If the component you are trying to render is not displayed on the screen, it is likely that it has not being laid out.
Before painting, you should make sure you size the component.
componentToBePainted.setSize(componentToBePainted.getPreferredSize());
You should also be using print or printAll over paint. When not attached to a native peer, paint can cause issue

JavaFX - painting a rgb array as an image

We are using vlcj to capture a webcam video and display it on the user screen. We capture it frame by frame, a 1280x720 image at around 30fps.
Our app UI is entirely JavaFX, and we are having problems displaying said frame.
Using Swing, we would do something like:
BufferedImage image; //create compatible image
public void onDisplay(int[] rgbBuffer){
image.setRGB(0,0,width, height, rgbBuffer, 0, width);
myJPane.repaint();
}
But JavaFX's Image class offers no such methods, and creating a BufferedImage just to convert it to a JavaFX Image (by using Image.impl_fromPlatformImage()) is highly costly.
Question: How does one create a JavaFX Image, that can be set to an ImageView, based on a rgb int[]? Is there a better (as in "faster") way to display it?
This functionality is not yet part of the JavaFX platform - for now I believe you have to use the BufferedImage method you are currently using.
You can track the feature Image Ops request. Anybody can sign up for a jira account and vote for the issue/add comments/detail use cases/etc or provide input to the design on the JavaFX development mailing list.

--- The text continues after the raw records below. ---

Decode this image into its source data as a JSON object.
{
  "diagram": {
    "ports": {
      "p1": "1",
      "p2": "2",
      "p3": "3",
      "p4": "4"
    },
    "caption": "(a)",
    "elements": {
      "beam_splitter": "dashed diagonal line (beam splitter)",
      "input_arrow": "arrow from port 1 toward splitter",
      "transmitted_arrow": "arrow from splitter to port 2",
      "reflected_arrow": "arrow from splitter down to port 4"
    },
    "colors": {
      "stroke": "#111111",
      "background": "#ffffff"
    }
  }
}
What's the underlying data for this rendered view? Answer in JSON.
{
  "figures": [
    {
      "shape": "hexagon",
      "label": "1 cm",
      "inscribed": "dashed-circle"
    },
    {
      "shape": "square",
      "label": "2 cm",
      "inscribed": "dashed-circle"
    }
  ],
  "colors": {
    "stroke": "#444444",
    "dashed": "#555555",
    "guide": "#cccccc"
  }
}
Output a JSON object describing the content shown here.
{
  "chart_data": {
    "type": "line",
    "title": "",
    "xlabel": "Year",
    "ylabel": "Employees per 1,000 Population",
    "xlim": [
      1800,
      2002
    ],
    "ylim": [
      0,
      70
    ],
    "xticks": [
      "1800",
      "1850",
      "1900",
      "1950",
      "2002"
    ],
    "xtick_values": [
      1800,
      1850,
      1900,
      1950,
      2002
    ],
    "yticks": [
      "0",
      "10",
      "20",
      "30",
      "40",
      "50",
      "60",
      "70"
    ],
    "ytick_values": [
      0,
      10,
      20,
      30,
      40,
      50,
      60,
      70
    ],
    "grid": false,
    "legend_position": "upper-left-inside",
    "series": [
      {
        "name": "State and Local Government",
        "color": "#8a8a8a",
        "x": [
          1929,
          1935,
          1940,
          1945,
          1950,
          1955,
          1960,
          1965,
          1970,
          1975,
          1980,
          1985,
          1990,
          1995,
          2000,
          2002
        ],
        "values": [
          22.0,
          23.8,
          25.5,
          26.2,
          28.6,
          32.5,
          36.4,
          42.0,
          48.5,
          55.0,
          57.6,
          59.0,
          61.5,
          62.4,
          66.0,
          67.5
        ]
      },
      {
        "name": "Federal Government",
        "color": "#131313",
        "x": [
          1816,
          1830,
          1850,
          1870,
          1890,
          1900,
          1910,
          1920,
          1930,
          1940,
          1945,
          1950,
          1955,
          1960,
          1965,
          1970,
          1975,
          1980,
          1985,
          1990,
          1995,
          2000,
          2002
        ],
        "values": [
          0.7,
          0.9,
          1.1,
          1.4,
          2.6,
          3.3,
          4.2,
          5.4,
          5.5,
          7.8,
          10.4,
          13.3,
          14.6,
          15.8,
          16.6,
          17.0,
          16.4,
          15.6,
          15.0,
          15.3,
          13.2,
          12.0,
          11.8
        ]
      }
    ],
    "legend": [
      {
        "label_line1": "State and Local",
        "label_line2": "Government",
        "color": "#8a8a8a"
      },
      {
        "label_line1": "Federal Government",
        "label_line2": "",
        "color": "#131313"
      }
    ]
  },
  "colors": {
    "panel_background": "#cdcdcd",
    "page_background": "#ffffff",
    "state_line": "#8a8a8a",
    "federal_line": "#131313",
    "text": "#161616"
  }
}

VolatileImage JFrame on multiple screens

I have a JFrame in which I am using Graphics2D to draw a VolatileImage using this tutorial. I have mainly copied the code to see how it works, but have slightly edited it for my game. I am running my computer with two screens.
The problem arises when I drag the window of the game onto the other screen which the window did not originally appear on. The window goes grey and no graphics are shown on screen, even the simple rectangles I have drawn with the Graphics2D. This only happens when I call for the draw method of the volatileimage as shown in the tutorial.
I believe it may have something to do with this...
GraphicsEnvironment ge = GraphicsEnvironment.getLocalGraphicsEnvironment();
GraphicsConfiguration gc = ge.getDefaultScreenDevice().getDefaultConfiguration();
...but I am not sure.
Any help would be greatly appreciated. It would also be interesting to know if VolatileImage is the way I should be going for my game or if BufferedImage or something else is a better method for performance and frame rate.
Yes, you are correct. VolatileImage is device-specific. From "The VolatileImage API User Guide" you can read:
A VolatileImage is device-specific: if you created a VolatileImage with one
GraphicsDevice, you might not be able to copy that VolatileImage to another
GraphicsDevice. For this reason, you need to call validate before attempting to copy the
VolatileImage.
and
If the code is IMAGE_INCOMPATIBLE then the VolatileImage is not
compatible with the current GraphicsConfiguration. This
incompatibility can occur if the image was created with one
GraphicsConfiguration and then drawn into another. For example,
in a multiple-monitor situation, the VolatileImage exists is
associated with a particular GraphicsConfiguration. Copying that
image onto a different GraphicsConfiguration could cause
unpredictable results. To correct this problem, you need to create a
new VolatileImage that is compatible with the current
GraphicsConfiguration
When dragging your frame to another screen device you need to check the result from the VolatileImage.validate(gc) method of your and recreate the image to the new device. Note that there are cases when you cannot create a VolatileImage, in those cases you need to fall back on another Image implementation like BufferedImage.